Sample SEC Disclosure: General Electric

Internal AccountingDepartmental Chargebacks

Time Share Agreements

Executive-Owned Aircraft

Departmental Chargebacks

• General Description: Allocation of costs back to internal departments of acompany, often designed to manage the use of the aircraft by thosedepartments (or cost centers, divisions, etc.)

• More common in larger companies with widespread use of their aircraft

• Typically charged via an hourly rate; occasionally flight miles or othermethods are used

• Common methods used for allocation, depending upon companyaccounting goals:

– Charge individual flights to department of the “lead passenger”

– Charge flights “pro rata” to the “home departments” of each passenger

– Charge flight department costs across all departments (whether theyfly or not) as company overhead

• Benefit: May generate a more accurate view of which departments utilizebusiness aviation, while also ensuring those departments recognize thecost.

Time Share Arrangements

• Under Part 91.501(c)(1), a time-sharing agreement allows an aircraftoperator to be reimbursed for a limited set of costs for a flight.

• Corporate flight departments often provide time-sharing arrangements,allowing an executive to reimburse the company for personal use of theaircraft. These arrangements require specific tracking of ten eligible costson each flight:

1. Fuel, oil, lubricants, and other additives.

2. Travel expenses of the crew

3. Hangar and tie-down costs away from home base)

4. Insurance for a specific flight

5. Landing fees, airport taxes, and similar assessments.

6. Flight-specific customs, foreign permits, and similar fees

7. In-flight food and beverages.

8. Passenger ground transportation.

9. Flight planning and weather contract services.

10. An additional charge equal to 100 percent of the expenses listed in item 1 (fuel)

• Time-sharing arrangement typically also trigger excise tax

Executive-Owned Aircraft

• Often, an executive may own an aircraft, and lease it back to his/heremployer.

• This will create further internal accounting needs, depending on the natureof the arrangement:

– Dry leases

– Time shares

– Etc.

• For both Executive-Owned Aircraft and Time-Sharing Arrangements, theexecutives involved and the company will need to “settle up” periodically(who owes who).
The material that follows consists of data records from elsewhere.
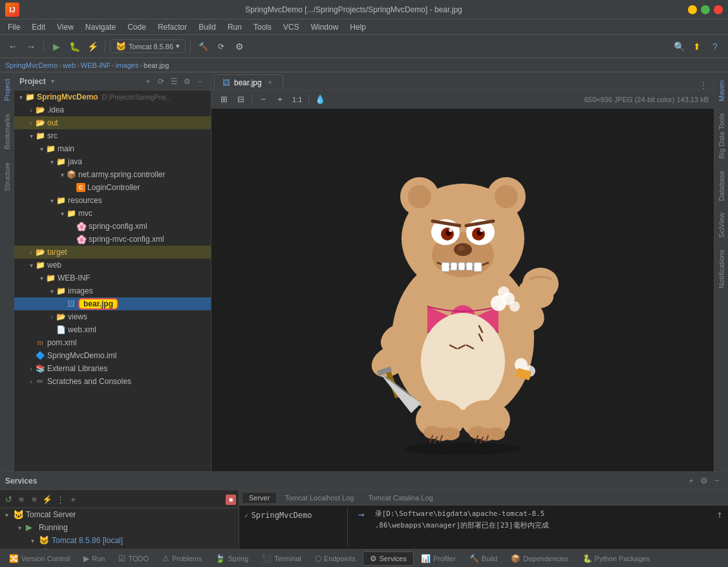 The height and width of the screenshot is (567, 728). I want to click on menu-tools: Tools, so click(262, 27).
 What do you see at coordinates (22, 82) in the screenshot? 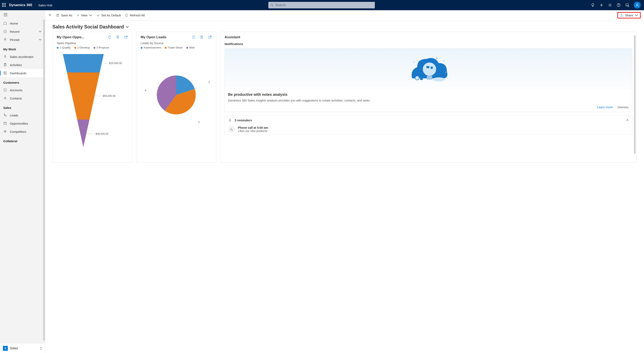
I see `sidebar-group-customers: Customers` at bounding box center [22, 82].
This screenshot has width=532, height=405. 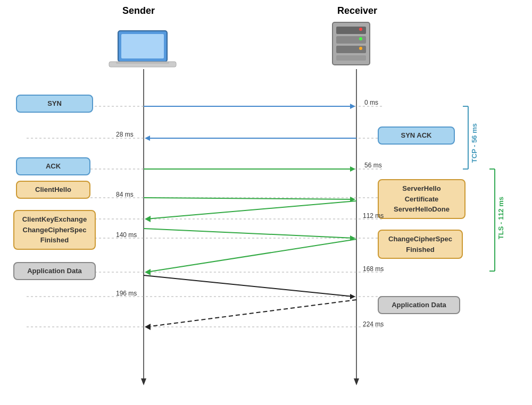 What do you see at coordinates (127, 235) in the screenshot?
I see `time-140ms: 140 ms` at bounding box center [127, 235].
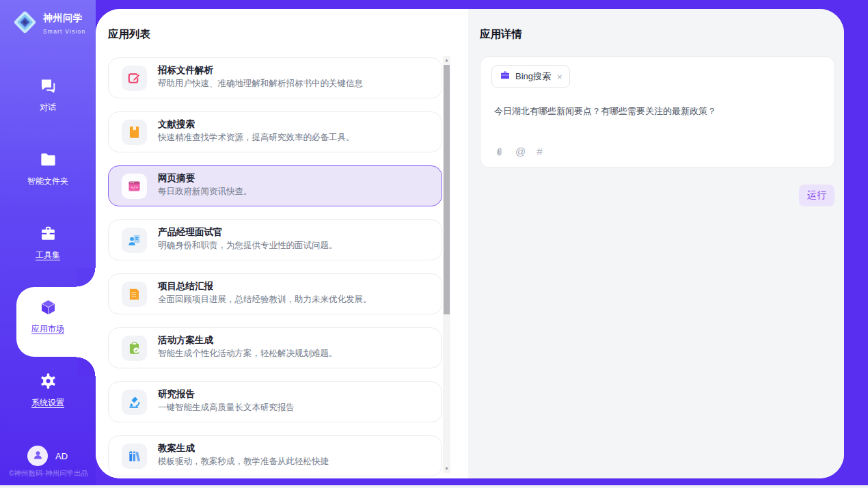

The data provided by the flight department will directlyaffect these calculations.

• Settlements will often occur quarterly, in order to be finalized for SECreporting purposes (see next page for example)

More Williams Sonoma

Wrap Up & Q&A

Closing Comments

• Most companies have reporting needs which aredirectly impacted by the flight department

• The data you need is passing through yourhands…Capture it!

• Most companies use 30% of their software capabilities

• Tip: The NBAA Tax Class is Two Days Long

Don’t know who your tax people are? You mayhave trouble!

Use This Map to Find the People Who Need You!!